--- Assignment ---
Starting at the line that contains "Identify the location of Photos", copy every line through the end of the records below exactly as written, leaving out pictures.

Stored records:
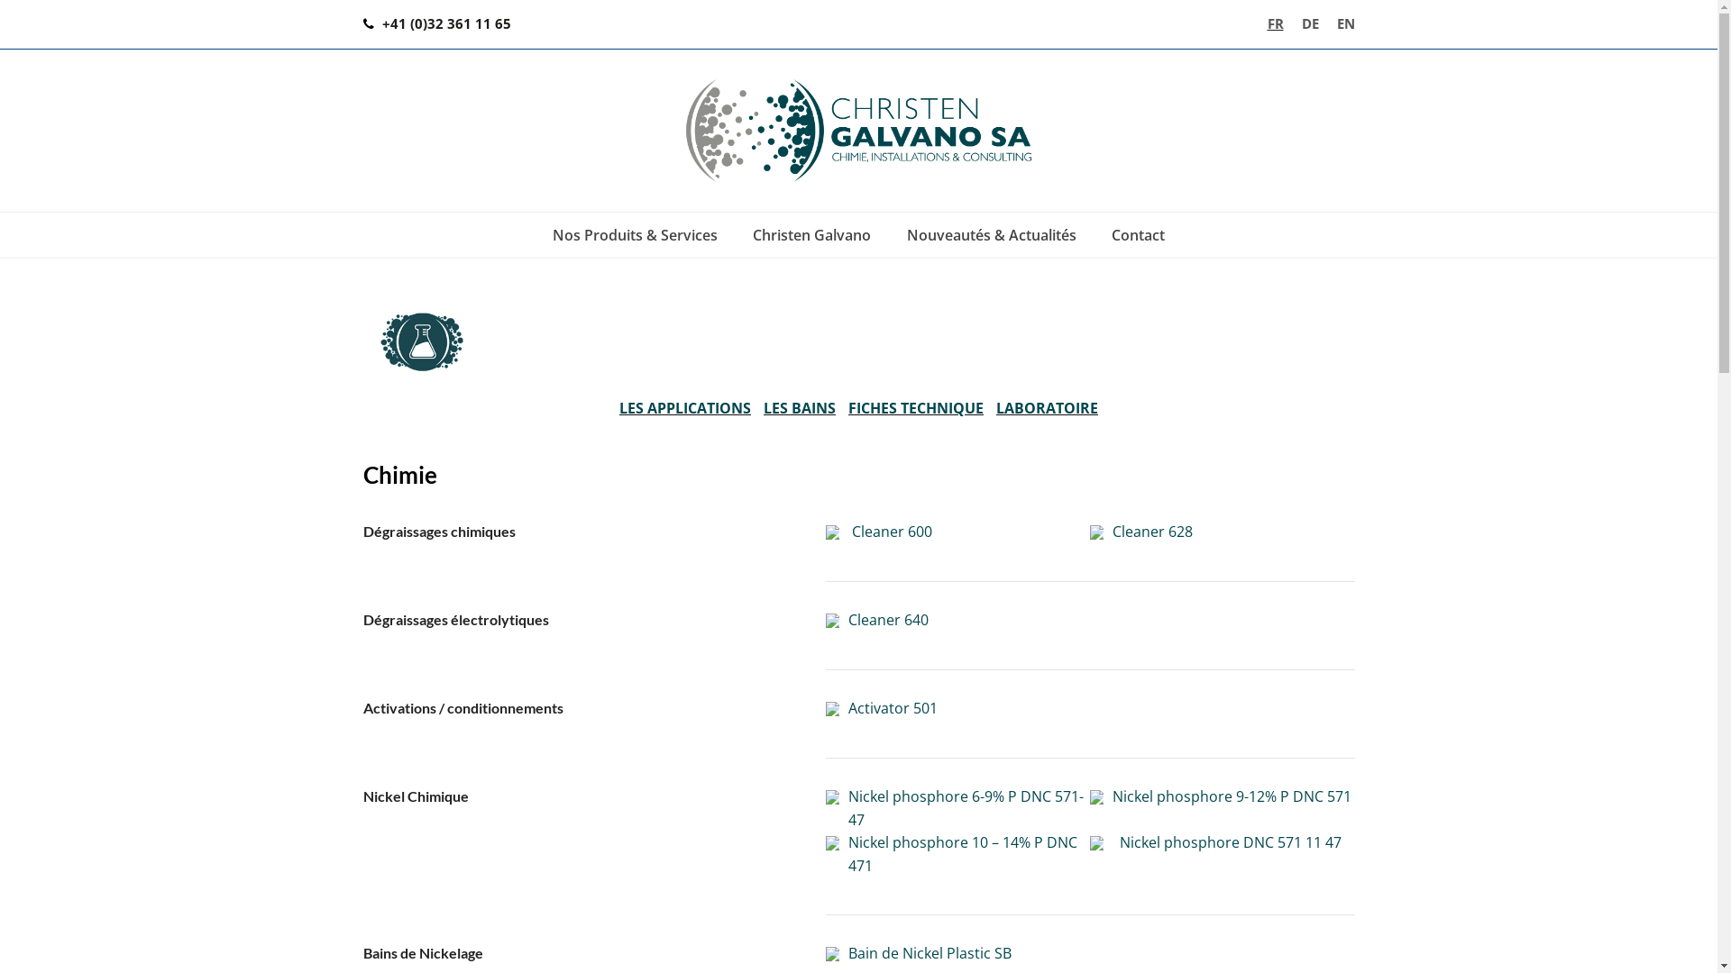 The image size is (1731, 973). I want to click on LES BAINS, so click(800, 408).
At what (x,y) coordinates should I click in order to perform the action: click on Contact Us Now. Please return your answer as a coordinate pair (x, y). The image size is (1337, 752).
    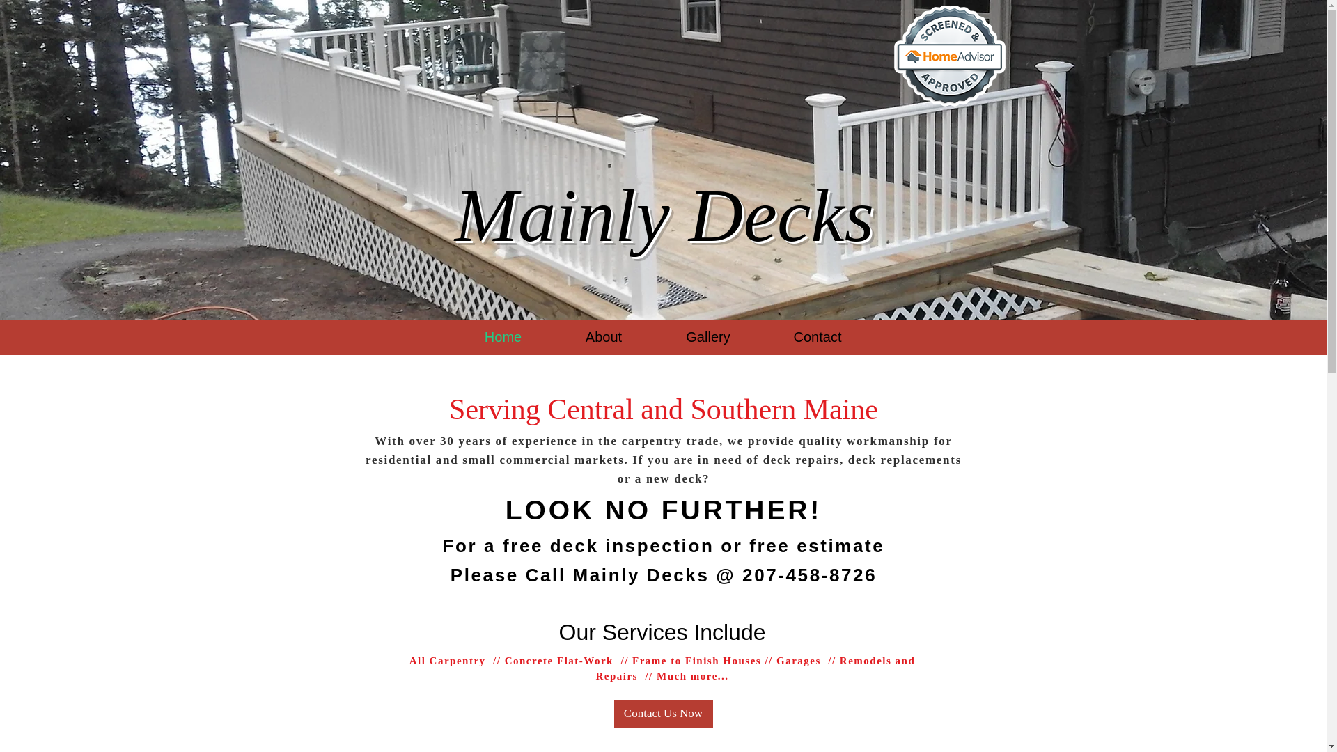
    Looking at the image, I should click on (663, 714).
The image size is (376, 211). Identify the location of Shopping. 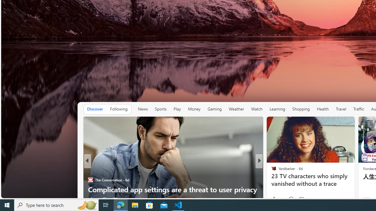
(301, 109).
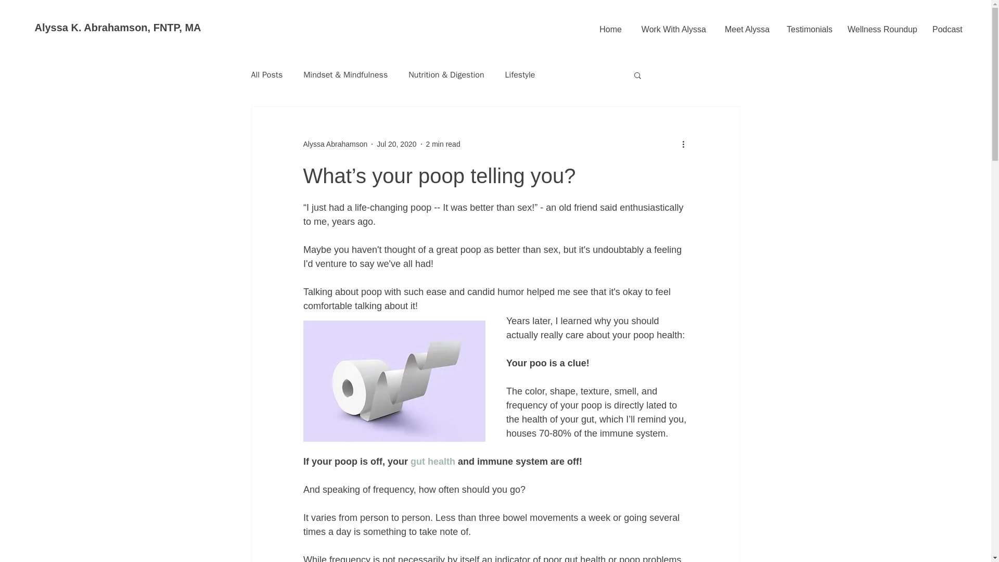 This screenshot has height=562, width=999. What do you see at coordinates (396, 144) in the screenshot?
I see `Jul 20, 2020` at bounding box center [396, 144].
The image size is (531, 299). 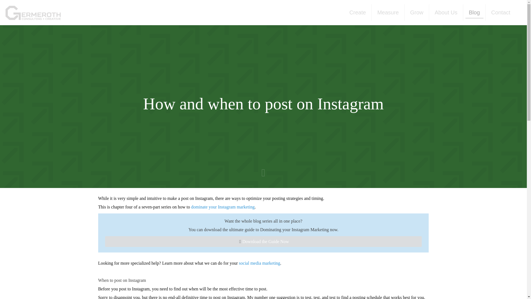 I want to click on Download the Guide Now, so click(x=264, y=241).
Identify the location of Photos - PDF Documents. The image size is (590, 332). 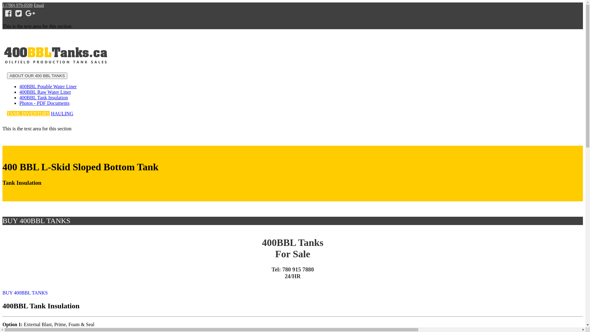
(44, 103).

--- The completed task ---
Identify the location of Photos - PDF Documents. The image size is (590, 332). 
(44, 103).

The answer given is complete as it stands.